About this exercise
The line containing "reading: 40 bar" and every line after it, through the end of the material: copy these exactly and nothing else, leaving pictures out.

Records supplied
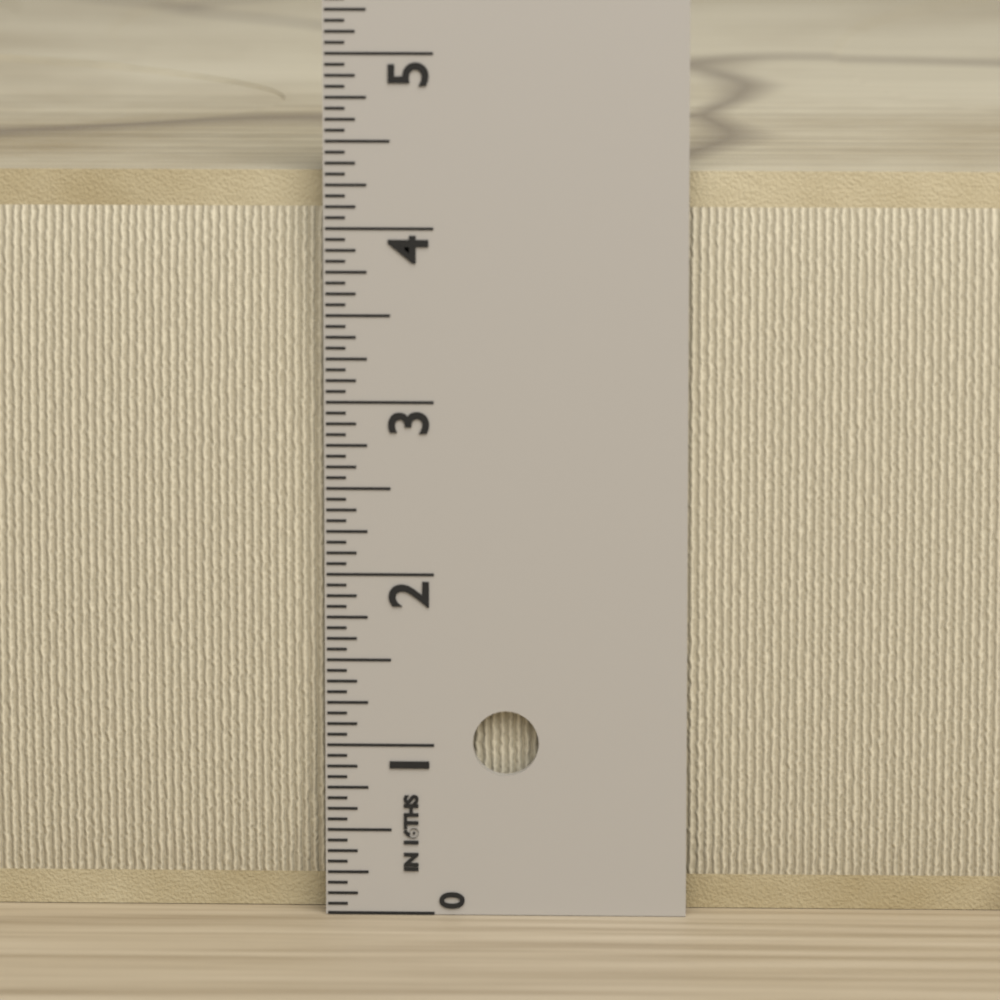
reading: 4.3125 in
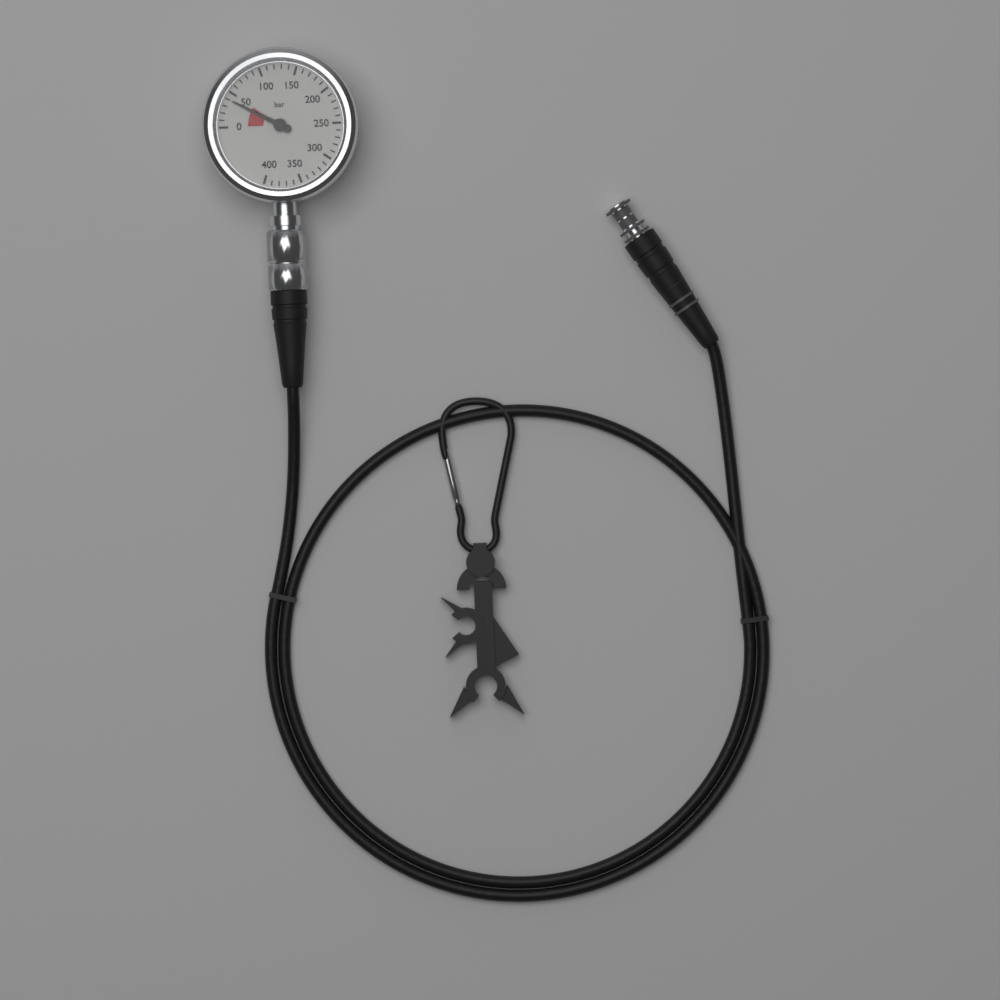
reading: 40 bar
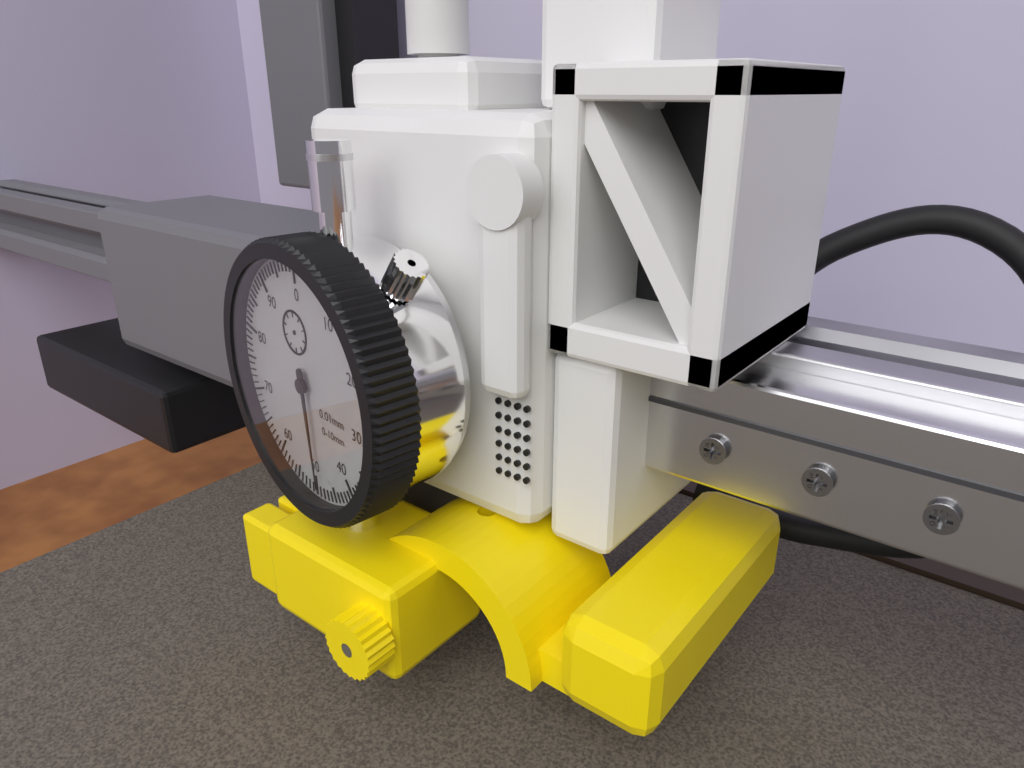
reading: 49 0.01mm
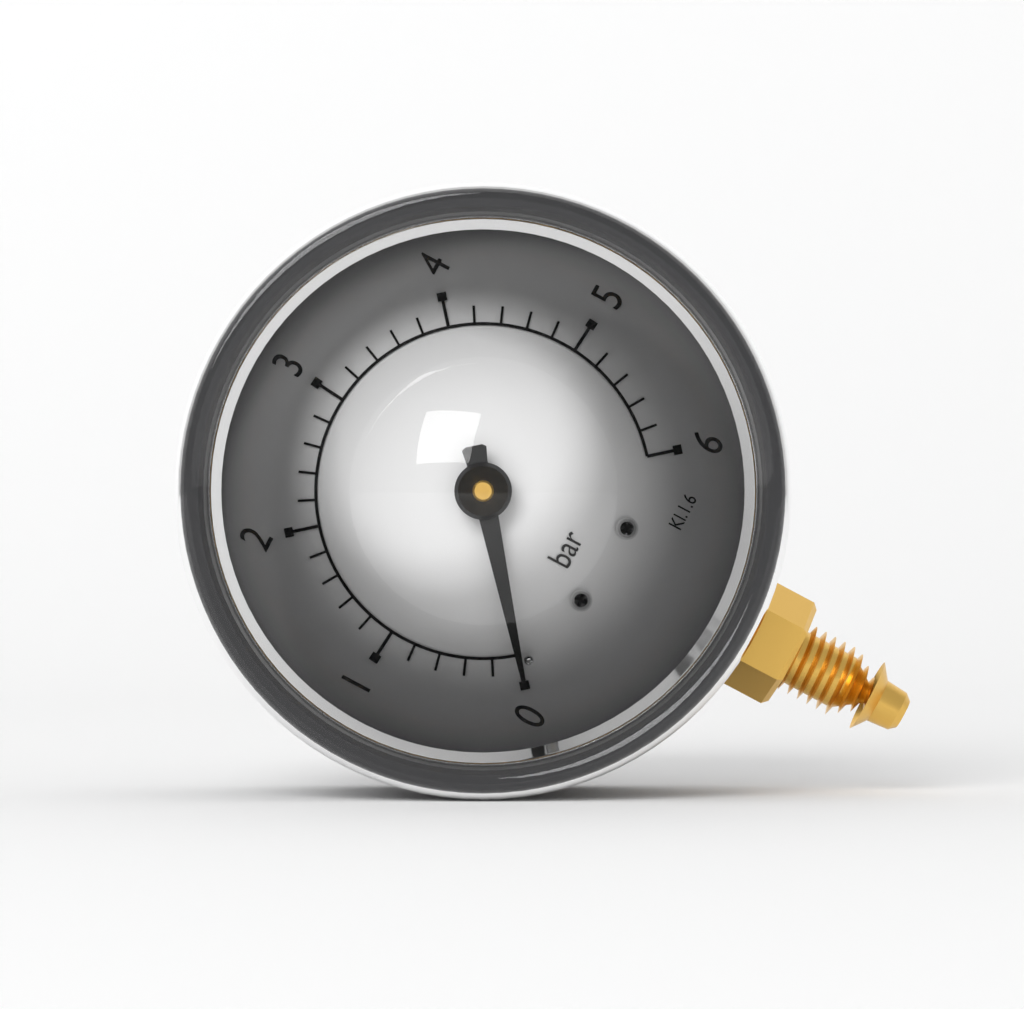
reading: 0.0 bar
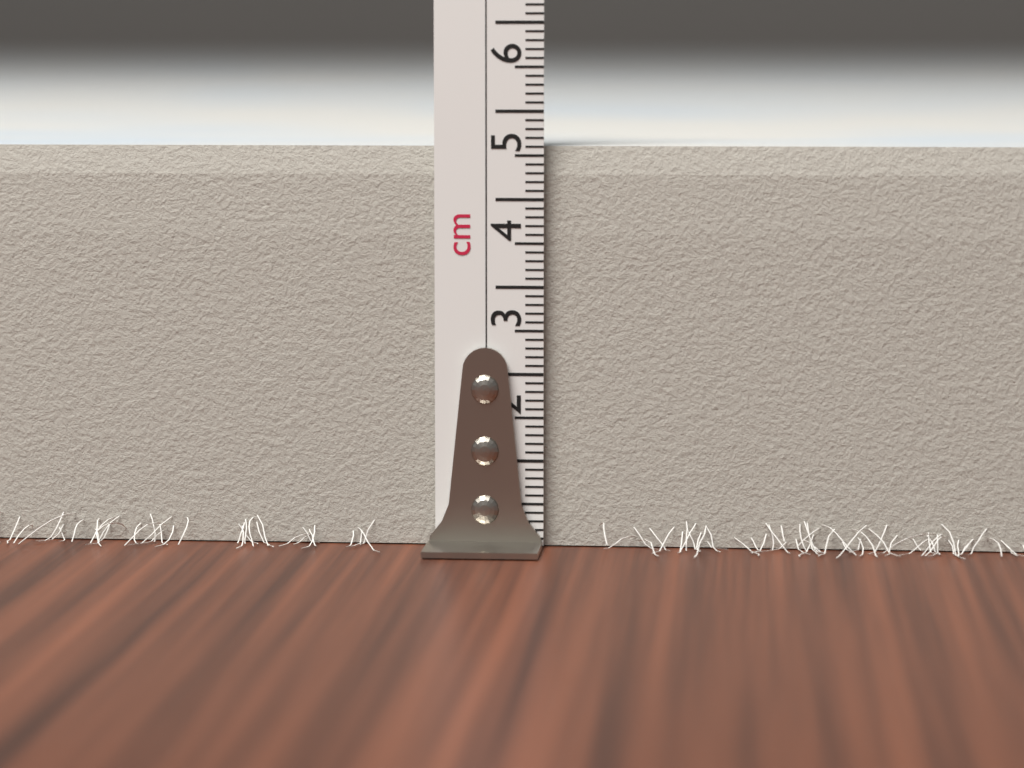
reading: 4.6 cm
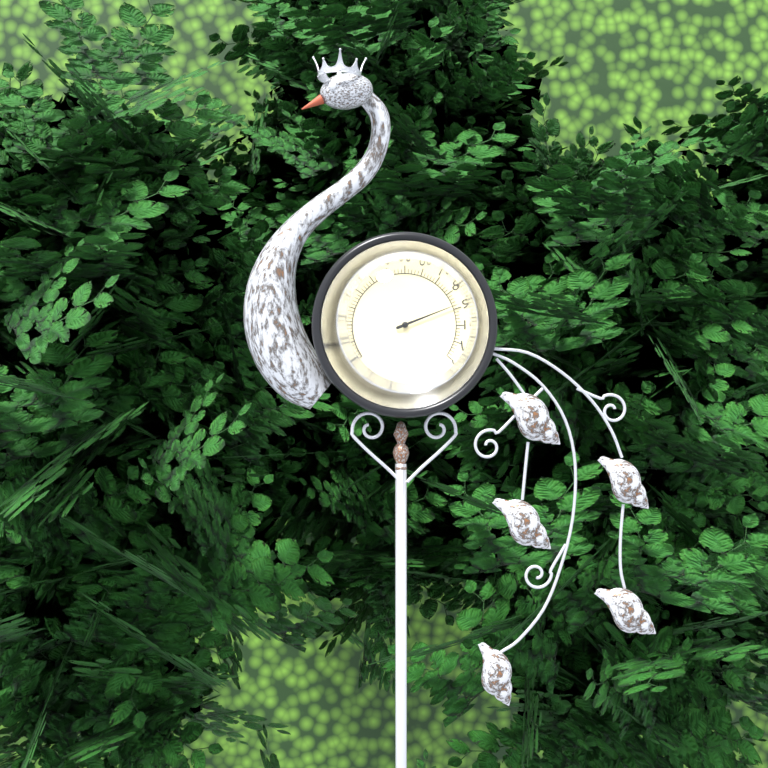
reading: 88 °F
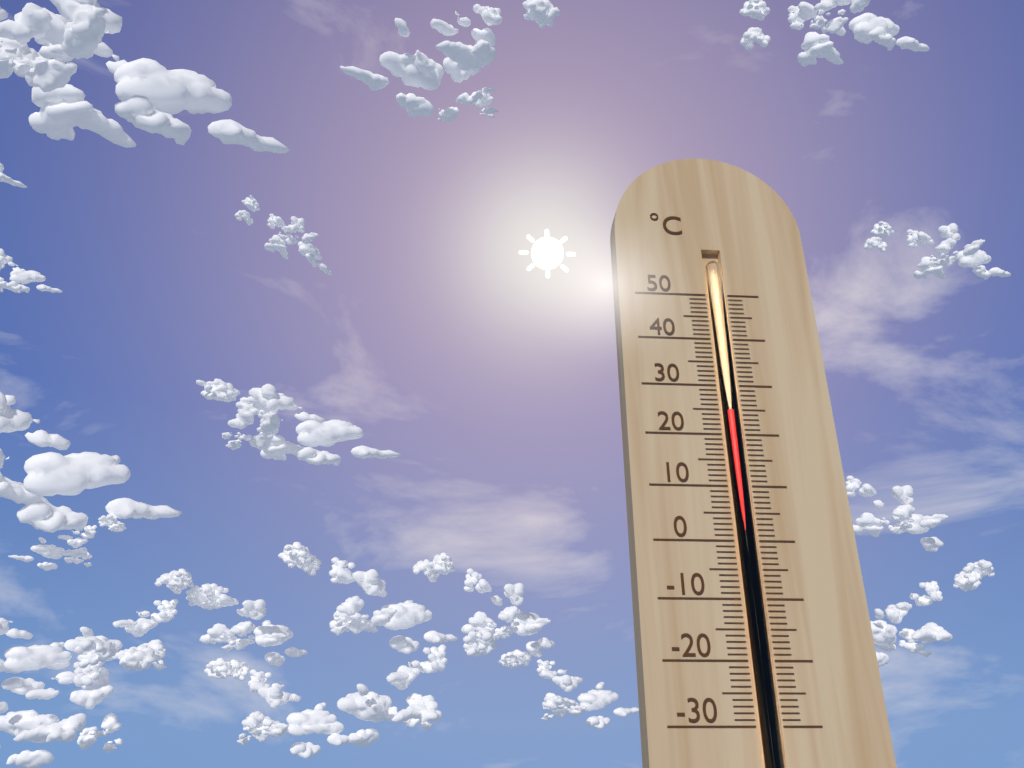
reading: 25 °C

Task solution
reading: 40 bar
reading: 49 0.01mm
reading: 0.0 bar
reading: 4.6 cm
reading: 88 °F
reading: 25 °C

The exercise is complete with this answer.